THE EVOLUTION OF PROVINCIAL FINANCE IN BRITISH INDIA - Page 297

CHAPTER XII

A CRITIQUE OF THE CHANGE

It is obvious that good administration depends upon good finance; for finance is “the fuel of the whole administrative machine.” No aspect of the scheme of Reforms therefore demands a closer and more anxious study than the financial arrangements with which the new system of administration starts. The necessity for such an examination is all the greater because this aspect of the Reforms Scheme has received comparatively little intelligent criticism at the hands either of the public or the expert.

The first question to consider is, can the new financial arrangements be said to be administratively workable ? To make administrative polities independent by requiring them to finance themselves entirely out of their own respective resources without having to depend upon one another must always be regarded as a very important end to be kept in view in devising a new financial arrangement. It is true that it is not always possible to realize this end, and it may in some cases be actually helpful to their working that the polities should be made mutually dependent; for interdependence, at least in matters of public finance, instead of being an impediment might conceivably furnish a basis for co-operation and strength. None the less independence in finance for each administrative policy is to be sought for wherever possible. There can be no doubt that from this standpoint the system of contributions is better than the system of divided heads. This is not to condemn the system of divided heads. The existence of several concurrent or overlapping tax jurisdictions must always be a source of difficulty whenever an attempt is to be made to distribute the different sources of revenue among the competing tax jurisdictions so as to allow each a sufficiency of funds. The reason is that this distribution of the sources of revenue must not only be governed by considerations of adequacy, but must also be governed by considerations of suitability. “ The problem of efficiency of taxation,” as Prof. Seligman observes, [1]

1 Essays in Taxation (8th edition, 1913), Chapter XII, “The Relations of State and Federal Finance.”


(Task requirements)
Output the data below exactly, images excluded.

***** Data in this exercise *****

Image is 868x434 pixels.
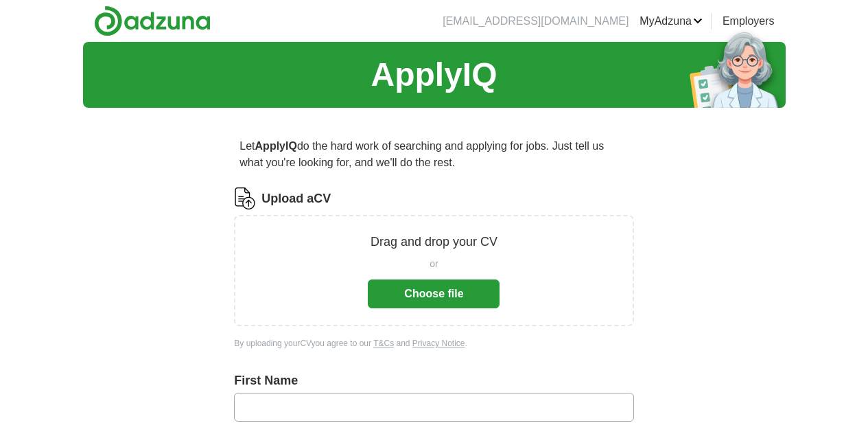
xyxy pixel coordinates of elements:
[94,5,211,36] img: Adzuna logo
[234,132,634,176] p: Let do the hard work of searching and applying for jobs. Just tell us what you're looking for, an...
[234,188,256,209] img: CV Icon
[261,189,331,208] label: Upload a CV
[371,233,498,252] p: Drag and drop your CV
[255,140,297,152] strong: ApplyIQ
[373,338,394,348] a: T&Cs
[723,13,775,30] a: Employers
[368,280,499,309] button: Choose file
[429,257,438,271] span: or
[371,50,497,100] h1: ApplyIQ
[640,13,703,30] a: MyAdzuna
[234,337,634,350] div: By uploading your CV you agree to our and .
[443,13,629,30] li: [EMAIL_ADDRESS][DOMAIN_NAME]
[413,338,465,348] a: Privacy Notice
[234,372,634,390] label: First Name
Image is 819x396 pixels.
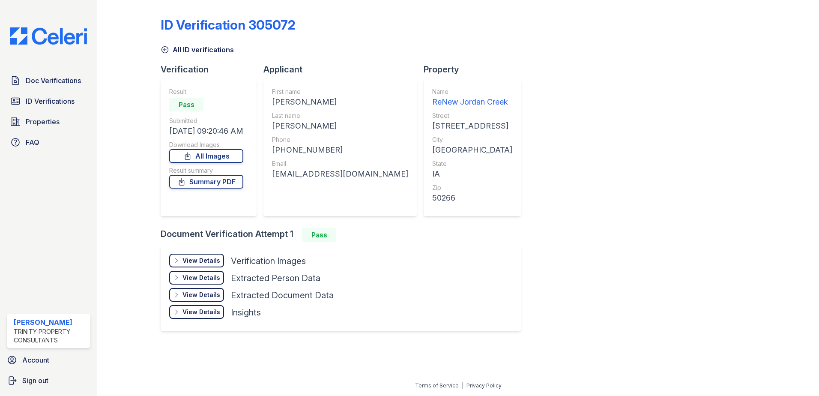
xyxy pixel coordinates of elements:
div: Verification [161,63,263,75]
div: Submitted [169,116,243,125]
div: [PHONE_NUMBER] [272,144,408,156]
div: Property [423,63,527,75]
div: [GEOGRAPHIC_DATA] [432,144,512,156]
a: Summary PDF [169,175,243,188]
div: Last name [272,111,408,120]
div: [PERSON_NAME] [272,120,408,132]
a: Name ReNew Jordan Creek [432,87,512,108]
span: Properties [26,116,60,127]
div: Email [272,159,408,168]
div: Phone [272,135,408,144]
div: ReNew Jordan Creek [432,96,512,108]
div: [EMAIL_ADDRESS][DOMAIN_NAME] [272,168,408,180]
a: ID Verifications [7,92,90,110]
div: Result summary [169,166,243,175]
a: Doc Verifications [7,72,90,89]
div: Download Images [169,140,243,149]
a: Sign out [3,372,94,389]
div: Pass [169,98,203,111]
a: Account [3,351,94,368]
div: IA [432,168,512,180]
span: Doc Verifications [26,75,81,86]
div: Insights [231,306,261,318]
a: Privacy Policy [466,382,501,388]
div: Result [169,87,243,96]
div: Verification Images [231,255,306,267]
div: Trinity Property Consultants [14,327,87,344]
span: Sign out [22,375,48,385]
div: Extracted Document Data [231,289,334,301]
a: Terms of Service [415,382,459,388]
div: Zip [432,183,512,192]
div: Pass [302,228,336,241]
div: View Details [182,307,220,316]
div: Street [432,111,512,120]
div: 50266 [432,192,512,204]
div: View Details [182,256,220,265]
a: FAQ [7,134,90,151]
div: View Details [182,273,220,282]
span: Account [22,355,49,365]
div: [PERSON_NAME] [272,96,408,108]
div: Document Verification Attempt 1 [161,228,527,241]
div: Applicant [263,63,423,75]
div: | [462,382,463,388]
div: [DATE] 09:20:46 AM [169,125,243,137]
div: City [432,135,512,144]
span: ID Verifications [26,96,74,106]
a: All ID verifications [161,45,234,55]
div: ID Verification 305072 [161,17,295,33]
img: CE_Logo_Blue-a8612792a0a2168367f1c8372b55b34899dd931a85d93a1a3d3e32e68fde9ad4.png [3,27,94,45]
a: All Images [169,149,243,163]
span: FAQ [26,137,39,147]
div: First name [272,87,408,96]
div: Name [432,87,512,96]
div: [PERSON_NAME] [14,317,87,327]
div: View Details [182,290,220,299]
div: Extracted Person Data [231,272,320,284]
div: State [432,159,512,168]
a: Properties [7,113,90,130]
div: [STREET_ADDRESS] [432,120,512,132]
iframe: chat widget [783,361,810,387]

*****

(Task response)
Image is 868x434 pixels.
xyxy pixel coordinates of elements:
[94,5,211,36] img: Adzuna logo
[234,132,634,176] p: Let do the hard work of searching and applying for jobs. Just tell us what you're looking for, an...
[234,188,256,209] img: CV Icon
[261,189,331,208] label: Upload a CV
[371,233,498,252] p: Drag and drop your CV
[255,140,297,152] strong: ApplyIQ
[373,338,394,348] a: T&Cs
[723,13,775,30] a: Employers
[368,280,499,309] button: Choose file
[429,257,438,271] span: or
[371,50,497,100] h1: ApplyIQ
[640,13,703,30] a: MyAdzuna
[234,337,634,350] div: By uploading your CV you agree to our and .
[443,13,629,30] li: [EMAIL_ADDRESS][DOMAIN_NAME]
[413,338,465,348] a: Privacy Notice
[234,372,634,390] label: First Name
Image is 819x396 pixels.
xyxy pixel coordinates of elements:
div: Verification [161,63,263,75]
div: Submitted [169,116,243,125]
div: [PHONE_NUMBER] [272,144,408,156]
div: Property [423,63,527,75]
div: [GEOGRAPHIC_DATA] [432,144,512,156]
a: Summary PDF [169,175,243,188]
div: Last name [272,111,408,120]
div: [PERSON_NAME] [272,120,408,132]
a: Name ReNew Jordan Creek [432,87,512,108]
span: Properties [26,116,60,127]
div: Email [272,159,408,168]
div: Phone [272,135,408,144]
div: ReNew Jordan Creek [432,96,512,108]
div: [EMAIL_ADDRESS][DOMAIN_NAME] [272,168,408,180]
a: ID Verifications [7,92,90,110]
div: Result summary [169,166,243,175]
a: Doc Verifications [7,72,90,89]
div: Download Images [169,140,243,149]
a: Sign out [3,372,94,389]
div: Pass [169,98,203,111]
a: Account [3,351,94,368]
div: IA [432,168,512,180]
span: Doc Verifications [26,75,81,86]
div: Insights [231,306,261,318]
a: Privacy Policy [466,382,501,388]
div: Result [169,87,243,96]
div: Verification Images [231,255,306,267]
div: Trinity Property Consultants [14,327,87,344]
span: Sign out [22,375,48,385]
div: Extracted Document Data [231,289,334,301]
a: Terms of Service [415,382,459,388]
div: Zip [432,183,512,192]
div: Pass [302,228,336,241]
div: View Details [182,307,220,316]
div: Street [432,111,512,120]
div: 50266 [432,192,512,204]
div: View Details [182,256,220,265]
a: FAQ [7,134,90,151]
div: View Details [182,273,220,282]
span: Account [22,355,49,365]
div: [PERSON_NAME] [272,96,408,108]
div: Document Verification Attempt 1 [161,228,527,241]
div: Applicant [263,63,423,75]
div: | [462,382,463,388]
div: [DATE] 09:20:46 AM [169,125,243,137]
div: City [432,135,512,144]
span: ID Verifications [26,96,74,106]
a: All ID verifications [161,45,234,55]
div: ID Verification 305072 [161,17,295,33]
img: CE_Logo_Blue-a8612792a0a2168367f1c8372b55b34899dd931a85d93a1a3d3e32e68fde9ad4.png [3,27,94,45]
a: All Images [169,149,243,163]
span: FAQ [26,137,39,147]
div: First name [272,87,408,96]
div: Name [432,87,512,96]
div: [PERSON_NAME] [14,317,87,327]
div: View Details [182,290,220,299]
div: Extracted Person Data [231,272,320,284]
div: State [432,159,512,168]
a: Properties [7,113,90,130]
div: [STREET_ADDRESS] [432,120,512,132]
iframe: chat widget [783,361,810,387]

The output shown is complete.